Hub-and-Spoke VPC Architectures – Inter-VPC and Multi-account Networking – ANS-C01 Study Guide

Hub-and-Spoke VPC Architectures

The hub-and-spoke design is the most common topology used to connect multiple remote locations to one or more central locations such as a corporate data center, a third-party company, or a cloud provider over a wide-area network. Figure 8.7 shows a VPC hub-and-spoke architecture. The spoke locations all connect to the hub, and each spoke that communicates with other spokes must traverse the hub. The hub is the central interconnection location.

The hub-and-spoke, or star, wide-area networking model allows your organization to efficiently manage WAN connections by reducing the total number of carrier data circuits that would be required when using a mesh type of network.

The VPC hub model uses a central VPC to consolidate and centralize services such as Active Directory, DHCP, DNS, security, monitoring, and management applications.

FIGURE 8.5 PrivateLink VPC endpoint partner configuration

In this section, you will learn about the most common AWS hub-and-spoke VPC architectural models including the Transit Gateway, Transit Gateway connect, and transit VPC.

Transit Gateway

The Transit Gateway is a virtual cloud routing service offering from AWS. The Transit Gateway is a regional service that is scalable and highly available and enables VPCs and on-premises networks to connect through a central hub over either site-to-site VPNs or Direct Connect. The hub-and-spoke design allows any services connected to the gateway to talk to each other, which allows VPC-to-VPC routing in a region. The advantage of using a Transit Gateway instance is that only one connection needs to be made when adding new VPCs, VPNs, or on-premises networks, as shown in Figure 8.8. All traffic is routed at the Transit Gateway service. This allows for a single service to manage and monitor routing for the network.

FIGURE 8.6 PrivateLink VPC endpoint AWS Services configuration

The AWS Transit Gateway replaces VPC peering networks and reduces the complexity of establishing multiple VPC-to-VPC peering architectures. The Transit Gateway acts as a central virtual router where your VPC connects only once instead of having to establish many VPC peering connections. As you learned in Chapter 7, the Transit Gateway connects VPCs across regional boundaries and eliminates the need to create mesh networks to work around the limitation of VPCs not supporting transitive routing. Transit Gateway supports SD-WAN connections, peer-to-peer VPNs, and Direct Connections to connect your on-premises networks to the AWS cloud. The service is a highly scalable, AWS managed hub-and-spoke routing architecture. All spoke networks that are connected can route between each other in a single service offering to simplify the deployment, management, and monitoring of your network.

Transit Gateway instances residing in one region can be interconnected to other Transit Gateway instances in other regions to extend the network worldwide.

FIGURE 8.7 Hub-and-spoke VPC networks

FIGURE 8.8 AWS Transit Gateway service

The Transit Gateway service allows you to manage connections across a large number, into the thousands, of VPCs while avoiding individual VPC peering connections. The Transit Gateway uses BGP to automatically update the routing table as networks are added or removed. Inter-region peering allows you to share common services such as DNS, Active Directory, and security services to your remote applications running in different AWS regions. New VPCs can be quickly added and removed with the service for fast responses to changes in your architecture. Multicasting is supported with Transit Gateway, and different multicast groups are supported that allow streaming of content using a one-to-many design, which is useful for streaming audio or video and for pushing software updates out to many devices simultaneously.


● **Instructions to follow**
As you reproduce every line below, keep it exactly as written and leave out the images.

** Opening Available data block **

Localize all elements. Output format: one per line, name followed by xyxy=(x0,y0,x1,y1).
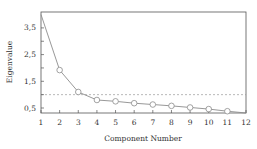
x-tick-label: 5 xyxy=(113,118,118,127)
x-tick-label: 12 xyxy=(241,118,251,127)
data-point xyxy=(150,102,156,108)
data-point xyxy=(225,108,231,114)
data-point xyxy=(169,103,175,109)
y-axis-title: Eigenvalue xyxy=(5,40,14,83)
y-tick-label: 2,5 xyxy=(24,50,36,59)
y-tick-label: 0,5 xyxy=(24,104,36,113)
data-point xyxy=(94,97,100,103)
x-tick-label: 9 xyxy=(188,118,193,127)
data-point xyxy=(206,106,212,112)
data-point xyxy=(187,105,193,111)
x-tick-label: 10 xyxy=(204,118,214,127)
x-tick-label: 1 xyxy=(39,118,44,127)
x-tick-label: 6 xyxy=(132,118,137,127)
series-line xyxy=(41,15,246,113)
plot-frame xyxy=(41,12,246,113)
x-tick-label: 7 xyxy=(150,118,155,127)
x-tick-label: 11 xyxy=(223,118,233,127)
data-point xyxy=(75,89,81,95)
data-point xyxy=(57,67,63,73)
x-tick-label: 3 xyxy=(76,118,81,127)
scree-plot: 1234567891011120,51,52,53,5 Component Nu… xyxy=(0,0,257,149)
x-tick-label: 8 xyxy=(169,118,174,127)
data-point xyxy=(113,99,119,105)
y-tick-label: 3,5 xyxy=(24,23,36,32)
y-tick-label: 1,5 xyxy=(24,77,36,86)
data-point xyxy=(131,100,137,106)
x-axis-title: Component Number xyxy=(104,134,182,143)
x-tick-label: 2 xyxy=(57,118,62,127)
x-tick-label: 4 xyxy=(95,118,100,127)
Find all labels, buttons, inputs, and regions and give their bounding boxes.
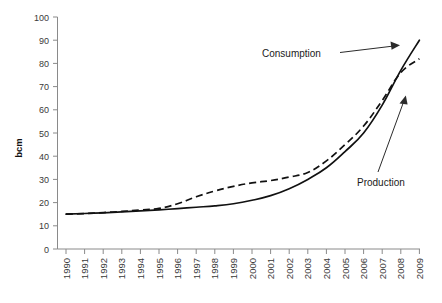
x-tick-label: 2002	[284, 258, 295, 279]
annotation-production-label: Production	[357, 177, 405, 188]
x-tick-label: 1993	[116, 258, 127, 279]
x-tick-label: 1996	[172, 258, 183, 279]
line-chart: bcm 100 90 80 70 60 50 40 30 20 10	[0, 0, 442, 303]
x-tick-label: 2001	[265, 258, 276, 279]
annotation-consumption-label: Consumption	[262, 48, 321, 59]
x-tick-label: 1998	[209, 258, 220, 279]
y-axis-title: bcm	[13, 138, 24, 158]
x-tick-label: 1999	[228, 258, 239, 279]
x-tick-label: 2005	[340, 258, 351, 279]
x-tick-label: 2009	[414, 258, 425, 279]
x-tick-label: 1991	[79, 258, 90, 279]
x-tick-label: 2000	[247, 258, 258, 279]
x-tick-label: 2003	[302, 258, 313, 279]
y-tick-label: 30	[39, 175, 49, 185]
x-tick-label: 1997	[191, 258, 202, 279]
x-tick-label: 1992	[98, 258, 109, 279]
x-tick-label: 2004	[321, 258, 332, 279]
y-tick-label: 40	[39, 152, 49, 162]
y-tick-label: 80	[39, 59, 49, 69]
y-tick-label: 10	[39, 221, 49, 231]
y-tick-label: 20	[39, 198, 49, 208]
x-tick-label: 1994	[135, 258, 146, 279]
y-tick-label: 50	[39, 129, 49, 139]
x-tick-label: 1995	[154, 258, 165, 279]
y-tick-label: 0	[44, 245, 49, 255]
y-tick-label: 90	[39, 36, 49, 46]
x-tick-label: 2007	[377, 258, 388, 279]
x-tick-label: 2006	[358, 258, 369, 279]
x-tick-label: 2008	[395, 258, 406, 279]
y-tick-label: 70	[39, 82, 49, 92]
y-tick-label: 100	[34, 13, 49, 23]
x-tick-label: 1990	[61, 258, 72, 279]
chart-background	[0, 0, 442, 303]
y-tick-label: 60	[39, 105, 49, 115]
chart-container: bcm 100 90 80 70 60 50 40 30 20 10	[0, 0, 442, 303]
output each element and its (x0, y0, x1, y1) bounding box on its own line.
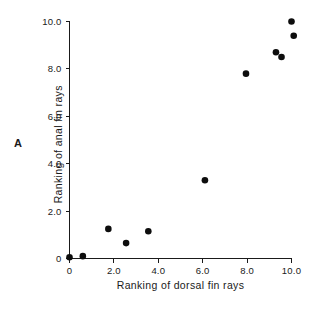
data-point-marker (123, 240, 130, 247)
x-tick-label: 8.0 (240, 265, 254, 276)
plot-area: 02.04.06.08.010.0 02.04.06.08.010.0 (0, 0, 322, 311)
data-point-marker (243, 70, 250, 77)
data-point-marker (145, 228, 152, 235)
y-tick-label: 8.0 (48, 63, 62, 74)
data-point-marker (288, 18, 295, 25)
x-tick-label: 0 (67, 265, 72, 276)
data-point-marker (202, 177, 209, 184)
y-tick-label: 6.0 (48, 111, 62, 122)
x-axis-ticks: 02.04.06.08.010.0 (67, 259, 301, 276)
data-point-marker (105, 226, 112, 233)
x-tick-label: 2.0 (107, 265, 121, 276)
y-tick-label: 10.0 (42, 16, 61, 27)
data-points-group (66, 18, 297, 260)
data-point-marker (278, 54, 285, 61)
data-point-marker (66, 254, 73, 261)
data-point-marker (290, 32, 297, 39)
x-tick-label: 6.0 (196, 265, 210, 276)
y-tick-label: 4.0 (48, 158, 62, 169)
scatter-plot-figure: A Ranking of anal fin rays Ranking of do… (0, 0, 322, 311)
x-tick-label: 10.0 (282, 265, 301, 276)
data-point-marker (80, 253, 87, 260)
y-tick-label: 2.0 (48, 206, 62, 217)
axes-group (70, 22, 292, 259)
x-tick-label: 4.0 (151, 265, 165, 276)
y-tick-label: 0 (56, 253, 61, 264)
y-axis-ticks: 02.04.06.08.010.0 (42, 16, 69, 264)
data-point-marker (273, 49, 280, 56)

** Closing Available data block **

● **Exercise output**
Localize all elements. Output format: one per line, name followed by xyxy=(x0,y0,x1,y1).
x-tick-label: 5 xyxy=(113,118,118,127)
x-tick-label: 12 xyxy=(241,118,251,127)
data-point xyxy=(150,102,156,108)
data-point xyxy=(225,108,231,114)
data-point xyxy=(169,103,175,109)
y-axis-title: Eigenvalue xyxy=(5,40,14,83)
y-tick-label: 2,5 xyxy=(24,50,36,59)
y-tick-label: 0,5 xyxy=(24,104,36,113)
data-point xyxy=(94,97,100,103)
x-tick-label: 9 xyxy=(188,118,193,127)
data-point xyxy=(206,106,212,112)
data-point xyxy=(187,105,193,111)
x-tick-label: 10 xyxy=(204,118,214,127)
x-tick-label: 1 xyxy=(39,118,44,127)
x-tick-label: 6 xyxy=(132,118,137,127)
series-line xyxy=(41,15,246,113)
plot-frame xyxy=(41,12,246,113)
x-tick-label: 7 xyxy=(150,118,155,127)
x-tick-label: 11 xyxy=(223,118,233,127)
data-point xyxy=(75,89,81,95)
data-point xyxy=(57,67,63,73)
x-tick-label: 3 xyxy=(76,118,81,127)
scree-plot: 1234567891011120,51,52,53,5 Component Nu… xyxy=(0,0,257,149)
x-tick-label: 8 xyxy=(169,118,174,127)
data-point xyxy=(113,99,119,105)
y-tick-label: 3,5 xyxy=(24,23,36,32)
y-tick-label: 1,5 xyxy=(24,77,36,86)
data-point xyxy=(131,100,137,106)
x-axis-title: Component Number xyxy=(104,134,182,143)
x-tick-label: 2 xyxy=(57,118,62,127)
x-tick-label: 4 xyxy=(95,118,100,127)
Find all labels, buttons, inputs, and regions and give their bounding boxes.
x-tick-label: 2002	[284, 258, 295, 279]
annotation-production-label: Production	[357, 177, 405, 188]
x-tick-label: 1993	[116, 258, 127, 279]
x-tick-label: 1996	[172, 258, 183, 279]
line-chart: bcm 100 90 80 70 60 50 40 30 20 10	[0, 0, 442, 303]
x-tick-label: 2001	[265, 258, 276, 279]
annotation-consumption-label: Consumption	[262, 48, 321, 59]
x-tick-label: 1998	[209, 258, 220, 279]
y-axis-title: bcm	[13, 138, 24, 158]
x-tick-label: 1999	[228, 258, 239, 279]
x-tick-label: 2005	[340, 258, 351, 279]
x-tick-label: 2009	[414, 258, 425, 279]
x-tick-label: 1991	[79, 258, 90, 279]
x-tick-label: 2000	[247, 258, 258, 279]
x-tick-label: 2003	[302, 258, 313, 279]
y-tick-label: 30	[39, 175, 49, 185]
x-tick-label: 1997	[191, 258, 202, 279]
x-tick-label: 1992	[98, 258, 109, 279]
x-tick-label: 2004	[321, 258, 332, 279]
y-tick-label: 40	[39, 152, 49, 162]
y-tick-label: 80	[39, 59, 49, 69]
y-tick-label: 10	[39, 221, 49, 231]
y-tick-label: 20	[39, 198, 49, 208]
x-tick-label: 1994	[135, 258, 146, 279]
y-tick-label: 50	[39, 129, 49, 139]
x-tick-label: 1995	[154, 258, 165, 279]
y-tick-label: 0	[44, 245, 49, 255]
y-tick-label: 90	[39, 36, 49, 46]
x-tick-label: 2007	[377, 258, 388, 279]
x-tick-label: 2006	[358, 258, 369, 279]
x-tick-label: 2008	[395, 258, 406, 279]
y-tick-label: 70	[39, 82, 49, 92]
y-tick-label: 100	[34, 13, 49, 23]
x-tick-label: 1990	[61, 258, 72, 279]
chart-background	[0, 0, 442, 303]
y-tick-label: 60	[39, 105, 49, 115]
chart-container: bcm 100 90 80 70 60 50 40 30 20 10	[0, 0, 442, 303]
output each element and its (x0, y0, x1, y1) bounding box on its own line.
data-point-marker (123, 240, 130, 247)
x-tick-label: 8.0 (240, 265, 254, 276)
plot-area: 02.04.06.08.010.0 02.04.06.08.010.0 (0, 0, 322, 311)
data-point-marker (243, 70, 250, 77)
data-point-marker (145, 228, 152, 235)
y-tick-label: 8.0 (48, 63, 62, 74)
data-point-marker (288, 18, 295, 25)
x-tick-label: 0 (67, 265, 72, 276)
data-point-marker (202, 177, 209, 184)
y-tick-label: 6.0 (48, 111, 62, 122)
x-axis-ticks: 02.04.06.08.010.0 (67, 259, 301, 276)
data-point-marker (105, 226, 112, 233)
x-tick-label: 2.0 (107, 265, 121, 276)
y-tick-label: 10.0 (42, 16, 61, 27)
data-points-group (66, 18, 297, 260)
data-point-marker (278, 54, 285, 61)
data-point-marker (66, 254, 73, 261)
data-point-marker (290, 32, 297, 39)
x-tick-label: 6.0 (196, 265, 210, 276)
y-tick-label: 4.0 (48, 158, 62, 169)
scatter-plot-figure: A Ranking of anal fin rays Ranking of do… (0, 0, 322, 311)
x-tick-label: 10.0 (282, 265, 301, 276)
data-point-marker (80, 253, 87, 260)
y-tick-label: 2.0 (48, 206, 62, 217)
axes-group (70, 22, 292, 259)
x-tick-label: 4.0 (151, 265, 165, 276)
y-tick-label: 0 (56, 253, 61, 264)
y-axis-ticks: 02.04.06.08.010.0 (42, 16, 69, 264)
data-point-marker (273, 49, 280, 56)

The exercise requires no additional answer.